Practice Management News

Former Hospital Exec Pays $1M to Settle Medicare Fraud Case

A former hospital executive at Tuomey Healthcare System reached a $1-million settlement with the federal government over allegations of Medicare fraud.

By Jacqueline LaPointe

- The former chief executive officer of a South Carolina-based healthcare system agreed to pay $1 million and be excluded from federal healthcare programs for four years to resolve a 2013 Medicare fraud case, according to the Department of Justice (DoJ).

Former hospital executive settles 2013 Medicare fraud case with a $1 million payment, exclusion from federal healthcare programs

The recent settlement agreement stems from a healthcare fraud accusation that placed Ralph J. Cox III at the center of a potential Stark law violation. Cox allegedly caused Tuomey Healthcare System to enter into illegal payment agreements with 19 specialist physicians that required the providers to refer outpatient procedures to the healthcare system in exchange for payments beyond fair market value. The inappropriate payments also included a portion of the Medicare reimbursements for the services.

“Sweetheart deals between hospitals and referring physicians distort medical decision making and drive up the cost of healthcare for patients and insurers alike,” said Principal Deputy Assistant Attorney General Benjamin C. Mizer, head of the DoJ’s Civil Division.  “Patients have a right to be confident that a physician who orders a procedure or test does so because that service is in the patient’s best interest, and not because the physician stands to gain financially from the referral.”

“Today’s settlement demonstrates that the Justice Department and its law enforcement partners will hold individual decision makers accountable for their involvement in causing the companies and facilities they run to engage in unlawful activities,” Mizer added.

DoJ explained that the Stark Law prohibits hospitals from billing Medicare for services that have been referred by other providers with whom the hospital has an inappropriate financial agreement. The statute mandates that any healthcare payments that a hospital provides to a referring provider must be at fair market value for the actual services provided. Payments cannot account for the volume or value of the provider’s referrals to the hospital.

In Cox’s situation, however, the government accused the former chief executive officer of initiating improper financial relationships with specialists to prevent a new freestanding surgery center from taking away referrals for outpatient services. Cox was also accused of ignoring warnings from the healthcare system’s attorneys that identified the contracts as “risky.”

In May 2013, a South Carolina jury found that the referral contracts violated the Stark Law and caused Tuomey Healthcare System to bill Medicare for over 21,000 false claims.

By October 2013, a trial court decided in favor of the government for $237.4 million under the False Claims Act and an appeals court upheld the decision in July 2015. The government resolved the Medicare fraud case in October 2015 and decided that Tuomey Healthcare System falsely billed Medicare for payments totaling $72.4 million.

As a result, Cox was terminated as the healthcare system’s chief executive officer.

The Medicare fraud settlement agreement is an example of the government’s commitment to stamping out healthcare fraud, especially through the Healthcare Fraud Prevention and Enforcement Action Team (HEAT) initiative, stated DoJ. HEAT, established in 2009, brings together the Attorney General and the Department of Health and Human Services (HHS) to reduce and prevent Medicaid and Medicare fraud schemes.

The False Claims Act also plays a key role in the government’s effort to eliminate healthcare fraud, the department remarked. Through the False Claims Act, DoJ has recovered more than $30.7 billion since 2009 with over $18.5 million stemming from healthcare fraud cases.

“Individuals and entities that defraud federal healthcare programs face exclusion from those programs by the Department of Health and Human Services Office of Inspector General (OIG),” said Gregory E. Demske, chief counsel to the HHS Inspector General.  “OIG is committed to protecting the programs and patients from healthcare executives who, like Mr. Cox, lead or participate in schemes to defraud Medicare or Medicaid. Entities engage in fraud because of actions by individuals and OIG will continue to identify and take administrative enforcement actions against such individuals.”

Earlier this month, seven senators penned a letter to CMS urging the federal agency focus on preventing Medicare fraud rather than using a “pay and chase” approach. The senators called on CMS to provide them with more information by Sept. 26 on how the agency identifies healthcare fraud, how the Fraud Prevention System stops improper payments, and how the agency tracks the efficiency of fraud prevention tools.

“[W]e remain concerned that in spite of the steps taken, CMS still relies too heavily on investigating claims after the payments have been made rather than preventing them in the first place,” wrote the senators.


-- BRIEF --
Each entry should be copied as it stands, leaving the pictures behind.

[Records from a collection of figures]
----

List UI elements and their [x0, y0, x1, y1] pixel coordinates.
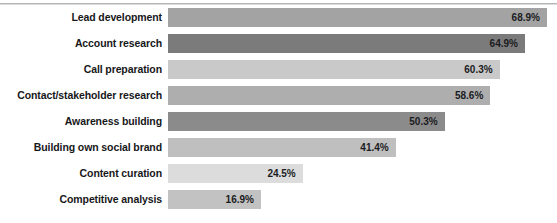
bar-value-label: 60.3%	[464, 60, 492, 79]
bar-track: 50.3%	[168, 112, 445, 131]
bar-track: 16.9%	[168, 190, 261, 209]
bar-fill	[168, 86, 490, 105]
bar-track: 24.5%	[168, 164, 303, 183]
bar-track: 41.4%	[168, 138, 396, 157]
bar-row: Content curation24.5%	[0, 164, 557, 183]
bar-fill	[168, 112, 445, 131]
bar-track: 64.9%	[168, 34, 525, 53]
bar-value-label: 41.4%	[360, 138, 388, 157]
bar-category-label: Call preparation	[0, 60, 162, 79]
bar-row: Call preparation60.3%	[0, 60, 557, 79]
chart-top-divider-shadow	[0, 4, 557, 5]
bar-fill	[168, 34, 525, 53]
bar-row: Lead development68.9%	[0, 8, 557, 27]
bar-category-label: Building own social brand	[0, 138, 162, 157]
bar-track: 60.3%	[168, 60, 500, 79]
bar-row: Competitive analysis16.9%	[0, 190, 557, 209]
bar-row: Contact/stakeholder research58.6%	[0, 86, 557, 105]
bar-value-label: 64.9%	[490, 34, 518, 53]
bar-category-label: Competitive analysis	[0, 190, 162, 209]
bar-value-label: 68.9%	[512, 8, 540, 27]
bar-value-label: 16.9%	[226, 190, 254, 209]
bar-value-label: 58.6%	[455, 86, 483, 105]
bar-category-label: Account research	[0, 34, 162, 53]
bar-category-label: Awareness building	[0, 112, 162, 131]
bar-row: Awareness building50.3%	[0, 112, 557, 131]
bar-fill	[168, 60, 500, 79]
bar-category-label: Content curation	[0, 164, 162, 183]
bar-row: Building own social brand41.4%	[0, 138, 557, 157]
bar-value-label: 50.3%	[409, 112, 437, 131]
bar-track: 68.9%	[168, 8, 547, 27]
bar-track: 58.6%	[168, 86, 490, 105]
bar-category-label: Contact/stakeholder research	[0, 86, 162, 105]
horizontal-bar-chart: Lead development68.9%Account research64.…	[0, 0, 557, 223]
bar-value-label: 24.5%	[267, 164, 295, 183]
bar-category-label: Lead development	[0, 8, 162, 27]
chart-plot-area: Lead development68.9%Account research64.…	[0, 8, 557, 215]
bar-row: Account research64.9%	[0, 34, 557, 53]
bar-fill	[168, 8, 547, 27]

----

-- TASK ANSWER --
List UI elements and their [x0, y0, x1, y1] pixel coordinates.
bar-value-label: 60.3%	[464, 60, 492, 79]
bar-track: 50.3%	[168, 112, 445, 131]
bar-track: 16.9%	[168, 190, 261, 209]
bar-fill	[168, 86, 490, 105]
bar-track: 24.5%	[168, 164, 303, 183]
bar-track: 41.4%	[168, 138, 396, 157]
bar-row: Content curation24.5%	[0, 164, 557, 183]
bar-fill	[168, 112, 445, 131]
bar-track: 64.9%	[168, 34, 525, 53]
bar-value-label: 41.4%	[360, 138, 388, 157]
bar-category-label: Call preparation	[0, 60, 162, 79]
bar-row: Call preparation60.3%	[0, 60, 557, 79]
chart-top-divider-shadow	[0, 4, 557, 5]
bar-fill	[168, 34, 525, 53]
bar-row: Lead development68.9%	[0, 8, 557, 27]
bar-category-label: Building own social brand	[0, 138, 162, 157]
bar-track: 60.3%	[168, 60, 500, 79]
bar-row: Competitive analysis16.9%	[0, 190, 557, 209]
bar-row: Contact/stakeholder research58.6%	[0, 86, 557, 105]
bar-value-label: 64.9%	[490, 34, 518, 53]
bar-category-label: Competitive analysis	[0, 190, 162, 209]
bar-value-label: 68.9%	[512, 8, 540, 27]
bar-value-label: 16.9%	[226, 190, 254, 209]
bar-value-label: 58.6%	[455, 86, 483, 105]
bar-category-label: Account research	[0, 34, 162, 53]
bar-category-label: Awareness building	[0, 112, 162, 131]
bar-row: Awareness building50.3%	[0, 112, 557, 131]
bar-fill	[168, 60, 500, 79]
bar-category-label: Content curation	[0, 164, 162, 183]
bar-row: Building own social brand41.4%	[0, 138, 557, 157]
bar-value-label: 50.3%	[409, 112, 437, 131]
bar-track: 68.9%	[168, 8, 547, 27]
bar-track: 58.6%	[168, 86, 490, 105]
bar-category-label: Contact/stakeholder research	[0, 86, 162, 105]
horizontal-bar-chart: Lead development68.9%Account research64.…	[0, 0, 557, 223]
bar-value-label: 24.5%	[267, 164, 295, 183]
bar-category-label: Lead development	[0, 8, 162, 27]
chart-plot-area: Lead development68.9%Account research64.…	[0, 8, 557, 215]
bar-row: Account research64.9%	[0, 34, 557, 53]
bar-fill	[168, 8, 547, 27]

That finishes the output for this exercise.